The report published in The Lancet medical journal is the latest to warn that the worsening diets and other unhealthy habits of increasingly wealthy Chinese threaten to trigger epidemics of heart and lung disease.

It offered praise for China's efforts over the decades to curb infectious diseases -- once the country's predominant health threat.

But it noted that Chinese people were becoming victims of the country's steadily rising standards of living.

"The pace and spread of behavioural changes including changing diets, decreased physical activity, high rates of male smoking and other high-risk behaviours has accelerated to an unprecedented degree," said the report in the Britain-based journal.

It said 177 million Chinese adults suffer from hypertension, which it blamed in part on high salt consumption.

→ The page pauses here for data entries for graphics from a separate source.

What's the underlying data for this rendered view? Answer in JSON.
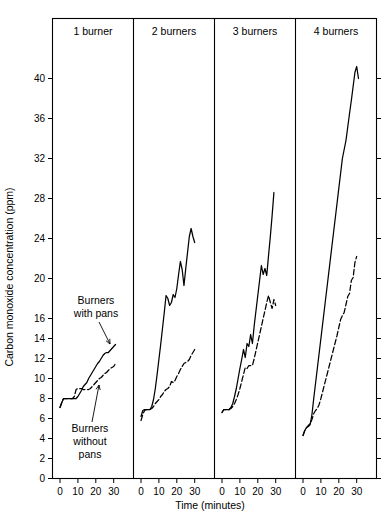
{
  "chart_data": {
    "type": "line",
    "title": "",
    "xlabel": "Time (minutes)",
    "ylabel": "Carbon monoxide concentration (ppm)",
    "xlim": [
      0,
      32
    ],
    "ylim": [
      0,
      42
    ],
    "grid": false,
    "legend_position": "inline-annotations",
    "x_tick_labels": [
      "0",
      "10",
      "20",
      "30"
    ],
    "y_tick_labels": [
      "0",
      "2",
      "4",
      "6",
      "8",
      "10",
      "12",
      "14",
      "16",
      "20",
      "24",
      "28",
      "32",
      "36",
      "40"
    ],
    "y_tick_values": [
      0,
      2,
      4,
      6,
      8,
      10,
      12,
      14,
      16,
      20,
      24,
      28,
      32,
      36,
      40
    ],
    "x_tick_values": [
      0,
      10,
      20,
      30
    ],
    "annotations": [
      {
        "name": "burners-with-pans",
        "text": "Burners with pans",
        "line1": "Burners",
        "line2": "with pans"
      },
      {
        "name": "burners-without-pans",
        "text": "Burners without pans",
        "line1": "Burners",
        "line2": "without",
        "line3": "pans"
      }
    ],
    "panels": [
      {
        "label": "1 burner",
        "series": [
          {
            "name": "Burners with pans",
            "style": "solid",
            "x": [
              0,
              1,
              2,
              3,
              5,
              7,
              8,
              9,
              10,
              11,
              12,
              13,
              14,
              15,
              16,
              17,
              18,
              19,
              20,
              21,
              22,
              23,
              24,
              25,
              26,
              27,
              28,
              29,
              30,
              31
            ],
            "y": [
              7.1,
              7.6,
              8.0,
              8.0,
              8.0,
              8.0,
              8.0,
              8.0,
              8.2,
              8.5,
              8.8,
              9.2,
              9.4,
              9.6,
              10.0,
              10.3,
              10.6,
              10.9,
              11.2,
              11.5,
              11.7,
              12.0,
              12.3,
              12.5,
              12.6,
              12.6,
              12.8,
              13.0,
              13.2,
              13.4
            ]
          },
          {
            "name": "Burners without pans",
            "style": "dashed",
            "x": [
              0,
              1,
              2,
              3,
              5,
              7,
              8,
              9,
              10,
              11,
              12,
              13,
              14,
              15,
              16,
              17,
              18,
              19,
              20,
              21,
              22,
              23,
              24,
              25,
              26,
              27,
              28,
              29,
              30,
              31
            ],
            "y": [
              7.1,
              7.6,
              8.0,
              8.0,
              8.0,
              8.0,
              8.2,
              8.9,
              9.0,
              9.0,
              9.0,
              8.9,
              8.9,
              8.9,
              8.9,
              9.0,
              9.2,
              9.4,
              9.6,
              9.8,
              10.0,
              10.1,
              10.3,
              10.5,
              10.6,
              10.8,
              11.0,
              11.1,
              11.2,
              11.5
            ]
          }
        ]
      },
      {
        "label": "2 burners",
        "series": [
          {
            "name": "Burners with pans",
            "style": "solid",
            "x": [
              0,
              1,
              2,
              3,
              4,
              5,
              6,
              7,
              8,
              9,
              10,
              11,
              12,
              13,
              14,
              15,
              16,
              17,
              18,
              19,
              20,
              21,
              22,
              23,
              24,
              25,
              26,
              27,
              28,
              29,
              30
            ],
            "y": [
              6.2,
              6.8,
              6.9,
              6.9,
              6.9,
              6.9,
              7.2,
              7.9,
              9.0,
              10.4,
              11.9,
              13.4,
              15.0,
              16.6,
              18.3,
              18.0,
              17.3,
              17.6,
              18.4,
              18.1,
              19.0,
              20.4,
              21.7,
              20.9,
              19.3,
              21.0,
              22.6,
              24.2,
              25.0,
              24.2,
              23.6
            ]
          },
          {
            "name": "Burners without pans",
            "style": "dashed",
            "x": [
              0,
              1,
              2,
              3,
              4,
              5,
              6,
              7,
              8,
              9,
              10,
              11,
              12,
              13,
              14,
              15,
              16,
              17,
              18,
              19,
              20,
              21,
              22,
              23,
              24,
              25,
              26,
              27,
              28,
              29,
              30
            ],
            "y": [
              5.8,
              6.4,
              6.8,
              6.9,
              6.9,
              6.9,
              7.0,
              7.2,
              7.5,
              7.7,
              7.9,
              8.2,
              8.4,
              8.7,
              8.9,
              9.0,
              9.2,
              9.7,
              9.6,
              9.8,
              10.2,
              10.5,
              10.9,
              11.2,
              11.5,
              11.6,
              11.7,
              11.9,
              12.3,
              12.6,
              12.9
            ]
          }
        ]
      },
      {
        "label": "3 burners",
        "series": [
          {
            "name": "Burners with pans",
            "style": "solid",
            "x": [
              0,
              1,
              2,
              3,
              4,
              5,
              6,
              7,
              8,
              9,
              10,
              11,
              12,
              13,
              14,
              15,
              16,
              17,
              18,
              19,
              20,
              21,
              22,
              23,
              24,
              25,
              26,
              27,
              28,
              29
            ],
            "y": [
              6.6,
              6.9,
              6.9,
              6.9,
              6.9,
              7.1,
              7.5,
              8.2,
              9.0,
              10.0,
              11.0,
              11.9,
              12.9,
              12.1,
              13.5,
              13.2,
              14.4,
              13.5,
              15.3,
              16.8,
              18.3,
              19.8,
              21.3,
              20.4,
              21.0,
              20.3,
              22.3,
              24.2,
              26.3,
              28.6
            ]
          },
          {
            "name": "Burners without pans",
            "style": "dashed",
            "x": [
              0,
              1,
              2,
              3,
              4,
              5,
              6,
              7,
              8,
              9,
              10,
              11,
              12,
              13,
              14,
              15,
              16,
              17,
              18,
              19,
              20,
              21,
              22,
              23,
              24,
              25,
              26,
              27,
              28,
              29,
              30
            ],
            "y": [
              6.6,
              6.9,
              6.9,
              6.9,
              6.9,
              7.0,
              7.2,
              7.5,
              7.9,
              8.4,
              9.0,
              9.7,
              10.4,
              11.1,
              11.0,
              11.3,
              11.3,
              11.3,
              12.0,
              12.8,
              13.6,
              14.4,
              15.2,
              16.0,
              16.8,
              17.6,
              18.3,
              17.6,
              17.0,
              17.9,
              17.3
            ]
          }
        ]
      },
      {
        "label": "4 burners",
        "series": [
          {
            "name": "Burners with pans",
            "style": "solid",
            "x": [
              0,
              1,
              2,
              3,
              4,
              5,
              6,
              7,
              8,
              9,
              10,
              12,
              14,
              16,
              18,
              20,
              22,
              24,
              26,
              27,
              28,
              29,
              30,
              31
            ],
            "y": [
              4.3,
              4.8,
              5.1,
              5.2,
              5.4,
              6.4,
              8.0,
              9.5,
              11.0,
              12.5,
              14.0,
              17.0,
              20.0,
              23.0,
              26.0,
              29.0,
              32.0,
              33.8,
              36.5,
              37.8,
              39.2,
              40.6,
              41.2,
              40.0
            ]
          },
          {
            "name": "Burners without pans",
            "style": "dashed",
            "x": [
              0,
              1,
              2,
              3,
              4,
              5,
              6,
              7,
              8,
              9,
              10,
              11,
              12,
              13,
              14,
              15,
              16,
              17,
              18,
              19,
              20,
              21,
              22,
              23,
              24,
              25,
              26,
              27,
              28,
              29,
              30
            ],
            "y": [
              4.3,
              4.8,
              5.1,
              5.3,
              5.5,
              5.9,
              6.5,
              6.8,
              7.0,
              7.4,
              8.0,
              8.7,
              9.4,
              10.1,
              10.8,
              11.5,
              12.2,
              12.9,
              13.6,
              14.3,
              15.1,
              15.9,
              16.3,
              16.6,
              17.4,
              18.2,
              18.5,
              19.8,
              20.1,
              21.6,
              22.2
            ]
          }
        ]
      }
    ]
  }
}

Another 300 million people smoke, the vast majority of them men, and 530 million are exposed to second-hand smoke.

"If present smoking rates continue, 100 million Chinese men will die between 2000 and 2050, with many of their family members squandering life savings in desperate attempts at treatment," it warned.

It called on China's government to launch campaigns to discourage smoking and the intake of salt and fat.

Failure to do so could result in an onerous health and economic burden on the country, it said.

"The burden of chronic diseases, preventable morbidity and mortality and associated health-care costs could now increase substantially," said the report by Chinese and Western health experts.

They also noted that increasing car use and the watching of television were contributing to more sedentary lifestyles that compounded the health problems.

Such gloomy health predictions have become common in recent years as Chinese waistlines have expanded along with the nation's booming economy.

More than 25 percent of Chinese adults were now considered overweight or obese, researchers writing in the US journal Health Affairs in July warned.